Tuberculosis and Disabled Identity in Nineteenth Century Literature
- 0 %
Der Artikel wird am Ende des Bestellprozesses zum Download zur Verfügung gestellt.

Tuberculosis and Disabled Identity in Nineteenth Century Literature

Invalid Lives
 eBook
Sofort lieferbar | Lieferzeit: Sofort lieferbar I
ISBN-13:
9783319714462
Veröffentl:
2018
Einband:
eBook
Seiten:
238
Autor:
Alex Tankard
Serie:
Literary Disability Studies
eBook Typ:
PDF
eBook Format:
Reflowable eBook
Kopierschutz:
Digital Watermark [Social-DRM]
Sprache:
Englisch
Beschreibung:

Until the nineteenth century, consumptives were depicted as sensitive, angelic beings whose purpose was to die beautifully and set an example of pious suffering - while, in reality, many people with tuberculosis faced unemployment, destitution, and an unlovely death in the workhouse. Focusing on the period 1821-1912, in which modern ideas about disease, disability, and eugenics emerged to challenge Romanticism and sentimentality, Invalid Lives examines representations of nineteenth-century consumptives as disabled people. Letters, self-help books, eugenic propaganda, and press interviews with consumptive artists suggest that people with tuberculosis were disabled as much by oppressive social structures and cultural stereotypes as by the illness itself. Invalid Lives asks whether disruptive consumptive characters in Wuthering Heights, Jude the Obscure, The Idiot, and Beatrice Harraden's 1893 New Woman novel Ships That Pass in the Night represented critical, politicised models of disabled identity (and disabled masculinity) decades before the modern disability movement.

Until the nineteenth century, consumptives were depicted as sensitive, angelic beings whose purpose was to die beautifully and set an example of pious suffering – while, in reality, many people with tuberculosis faced unemployment, destitution, and an unlovely death in the workhouse. Focusing on the period 1821-1912, in which modern ideas about disease, disability, and eugenics emerged to challenge Romanticism and sentimentality, Invalid Lives examines representations of nineteenth-century consumptives as disabled people. Letters, self-help books, eugenic propaganda, and press interviews with consumptive artists suggest that people with tuberculosis were disabled as much by oppressive social structures and cultural stereotypes as by the illness itself. Invalid Lives asks whether disruptive consumptive characters in Wuthering Heights, Jude the Obscure, The Idiot, and Beatrice Harraden’s 1893 New Woman novel Ships That Pass in the Night represented critical, politicised models of disabled identity (and disabled masculinity) decades before the modern disability movement.

1. Introduction.- 2. Medical and Social Influences on Consumptive Identity.- 3. Victimhood and Death: Consumptive Stereotypes in Fiction and Nonfiction.- 4. 'I hate everybody!': The Unnatural Consumptive inWuthering Heights.- 5. 'Too much misery in the world': Protest inJude the Obscure (1895) and Ippolit's 'Necessary Explanation' inThe Idiot (1869).- 6. Progress: Valid Invalid Identity inShips that Pass in the Night (1893).- 7. Conclusion.

Kunden Rezensionen

Zu diesem Artikel ist noch keine Rezension vorhanden.
Helfen sie anderen Besuchern und verfassen Sie selbst eine Rezension.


_Your objective_
Look through the material for lines with the word "Desk", and copy each one.

──────── Records

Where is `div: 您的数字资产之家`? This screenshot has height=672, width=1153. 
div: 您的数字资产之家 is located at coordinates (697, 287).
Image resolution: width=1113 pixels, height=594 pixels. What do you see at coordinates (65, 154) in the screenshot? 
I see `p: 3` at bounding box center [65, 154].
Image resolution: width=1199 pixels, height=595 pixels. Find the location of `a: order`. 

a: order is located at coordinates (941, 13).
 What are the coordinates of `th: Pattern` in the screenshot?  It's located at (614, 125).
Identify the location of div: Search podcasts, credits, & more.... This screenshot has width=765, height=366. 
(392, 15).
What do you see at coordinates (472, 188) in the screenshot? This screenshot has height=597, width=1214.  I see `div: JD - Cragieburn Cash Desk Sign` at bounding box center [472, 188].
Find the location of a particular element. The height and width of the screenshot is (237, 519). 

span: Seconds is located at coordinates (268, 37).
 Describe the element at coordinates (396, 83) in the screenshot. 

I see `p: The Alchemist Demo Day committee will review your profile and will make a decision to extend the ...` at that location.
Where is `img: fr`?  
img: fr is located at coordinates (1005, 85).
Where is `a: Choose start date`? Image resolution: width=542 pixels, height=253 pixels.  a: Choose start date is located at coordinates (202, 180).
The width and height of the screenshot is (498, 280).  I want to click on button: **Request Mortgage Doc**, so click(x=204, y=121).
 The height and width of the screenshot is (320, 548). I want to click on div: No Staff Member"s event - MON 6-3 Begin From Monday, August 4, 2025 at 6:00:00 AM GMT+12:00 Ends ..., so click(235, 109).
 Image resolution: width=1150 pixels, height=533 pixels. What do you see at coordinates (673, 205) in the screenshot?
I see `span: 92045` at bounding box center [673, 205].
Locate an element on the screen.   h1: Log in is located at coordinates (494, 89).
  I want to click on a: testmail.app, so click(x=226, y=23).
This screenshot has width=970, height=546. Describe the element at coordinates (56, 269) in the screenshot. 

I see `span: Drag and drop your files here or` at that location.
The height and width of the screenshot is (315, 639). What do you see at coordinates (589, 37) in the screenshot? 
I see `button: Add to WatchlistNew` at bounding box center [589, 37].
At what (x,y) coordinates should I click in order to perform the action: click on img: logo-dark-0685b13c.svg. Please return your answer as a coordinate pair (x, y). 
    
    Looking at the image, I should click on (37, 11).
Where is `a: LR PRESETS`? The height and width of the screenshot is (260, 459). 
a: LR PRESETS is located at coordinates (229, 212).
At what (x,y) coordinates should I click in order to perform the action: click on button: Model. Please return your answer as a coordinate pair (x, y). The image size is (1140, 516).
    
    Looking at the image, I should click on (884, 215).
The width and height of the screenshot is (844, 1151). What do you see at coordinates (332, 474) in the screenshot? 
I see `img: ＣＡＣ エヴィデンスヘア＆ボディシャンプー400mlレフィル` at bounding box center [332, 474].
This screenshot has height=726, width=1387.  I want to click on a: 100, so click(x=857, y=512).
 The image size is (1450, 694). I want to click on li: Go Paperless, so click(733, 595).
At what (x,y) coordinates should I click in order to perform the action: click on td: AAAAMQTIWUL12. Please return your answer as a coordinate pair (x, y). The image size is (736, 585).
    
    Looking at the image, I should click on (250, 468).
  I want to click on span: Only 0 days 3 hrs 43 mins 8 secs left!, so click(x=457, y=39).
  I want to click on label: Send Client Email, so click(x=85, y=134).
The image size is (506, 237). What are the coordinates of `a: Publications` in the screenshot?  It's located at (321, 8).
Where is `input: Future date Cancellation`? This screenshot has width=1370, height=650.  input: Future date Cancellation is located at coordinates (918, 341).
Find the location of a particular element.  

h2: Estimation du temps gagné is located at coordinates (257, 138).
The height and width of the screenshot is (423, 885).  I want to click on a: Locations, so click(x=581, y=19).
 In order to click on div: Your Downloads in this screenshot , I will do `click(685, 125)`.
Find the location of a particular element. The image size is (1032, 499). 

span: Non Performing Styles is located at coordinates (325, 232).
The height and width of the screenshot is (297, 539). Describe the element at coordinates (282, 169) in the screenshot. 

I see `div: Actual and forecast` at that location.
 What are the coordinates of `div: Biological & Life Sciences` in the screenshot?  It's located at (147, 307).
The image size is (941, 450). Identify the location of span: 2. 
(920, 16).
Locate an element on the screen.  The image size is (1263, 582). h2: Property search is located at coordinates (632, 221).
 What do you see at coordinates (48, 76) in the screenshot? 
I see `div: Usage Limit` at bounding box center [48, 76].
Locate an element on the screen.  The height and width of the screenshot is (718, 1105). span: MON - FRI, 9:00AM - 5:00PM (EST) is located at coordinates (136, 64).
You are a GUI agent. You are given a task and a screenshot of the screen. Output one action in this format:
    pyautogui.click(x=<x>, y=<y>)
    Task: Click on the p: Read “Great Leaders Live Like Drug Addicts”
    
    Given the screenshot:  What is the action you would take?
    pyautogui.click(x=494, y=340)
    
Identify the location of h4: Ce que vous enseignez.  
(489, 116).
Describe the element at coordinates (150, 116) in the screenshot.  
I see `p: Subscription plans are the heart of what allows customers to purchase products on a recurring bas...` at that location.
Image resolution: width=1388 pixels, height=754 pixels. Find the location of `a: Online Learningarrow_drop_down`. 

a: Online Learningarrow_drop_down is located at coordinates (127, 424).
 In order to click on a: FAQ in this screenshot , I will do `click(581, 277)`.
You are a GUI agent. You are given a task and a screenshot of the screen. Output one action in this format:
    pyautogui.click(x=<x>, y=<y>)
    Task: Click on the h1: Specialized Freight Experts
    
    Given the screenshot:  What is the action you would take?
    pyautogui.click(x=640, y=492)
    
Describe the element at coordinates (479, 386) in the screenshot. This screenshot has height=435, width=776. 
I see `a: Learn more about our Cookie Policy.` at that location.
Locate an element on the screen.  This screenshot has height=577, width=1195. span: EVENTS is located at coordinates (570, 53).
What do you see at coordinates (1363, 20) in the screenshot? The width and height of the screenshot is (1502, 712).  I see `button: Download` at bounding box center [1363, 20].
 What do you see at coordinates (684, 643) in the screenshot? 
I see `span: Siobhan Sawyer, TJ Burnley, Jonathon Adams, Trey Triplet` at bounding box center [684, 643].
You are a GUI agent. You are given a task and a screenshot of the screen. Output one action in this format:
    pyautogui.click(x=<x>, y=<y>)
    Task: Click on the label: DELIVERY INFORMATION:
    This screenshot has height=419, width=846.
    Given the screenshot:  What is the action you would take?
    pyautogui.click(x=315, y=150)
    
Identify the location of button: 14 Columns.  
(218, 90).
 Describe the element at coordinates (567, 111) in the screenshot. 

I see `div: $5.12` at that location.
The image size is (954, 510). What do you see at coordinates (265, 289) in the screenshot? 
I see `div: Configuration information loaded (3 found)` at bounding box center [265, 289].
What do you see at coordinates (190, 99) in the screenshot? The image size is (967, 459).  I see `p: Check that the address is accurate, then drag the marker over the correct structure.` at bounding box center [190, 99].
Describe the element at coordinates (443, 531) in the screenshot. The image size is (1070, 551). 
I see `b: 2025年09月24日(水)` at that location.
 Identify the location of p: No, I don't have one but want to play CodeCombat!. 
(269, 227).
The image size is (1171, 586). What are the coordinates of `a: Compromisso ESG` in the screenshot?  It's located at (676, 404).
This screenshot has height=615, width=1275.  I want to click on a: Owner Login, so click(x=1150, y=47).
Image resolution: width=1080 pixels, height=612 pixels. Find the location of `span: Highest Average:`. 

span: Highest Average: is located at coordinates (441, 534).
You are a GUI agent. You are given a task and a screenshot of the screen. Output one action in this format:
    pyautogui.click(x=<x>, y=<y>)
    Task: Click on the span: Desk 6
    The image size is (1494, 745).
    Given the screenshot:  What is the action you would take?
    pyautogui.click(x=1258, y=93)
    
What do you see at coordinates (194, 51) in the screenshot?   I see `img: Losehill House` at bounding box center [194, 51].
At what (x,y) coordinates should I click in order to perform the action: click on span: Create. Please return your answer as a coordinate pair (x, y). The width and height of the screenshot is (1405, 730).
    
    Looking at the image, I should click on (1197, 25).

────────────────

_Output for this task_
What do you see at coordinates (472, 188) in the screenshot? This screenshot has height=597, width=1214.  I see `div: JD - Cragieburn Cash Desk Sign` at bounding box center [472, 188].
    Task: Click on the span: Desk 6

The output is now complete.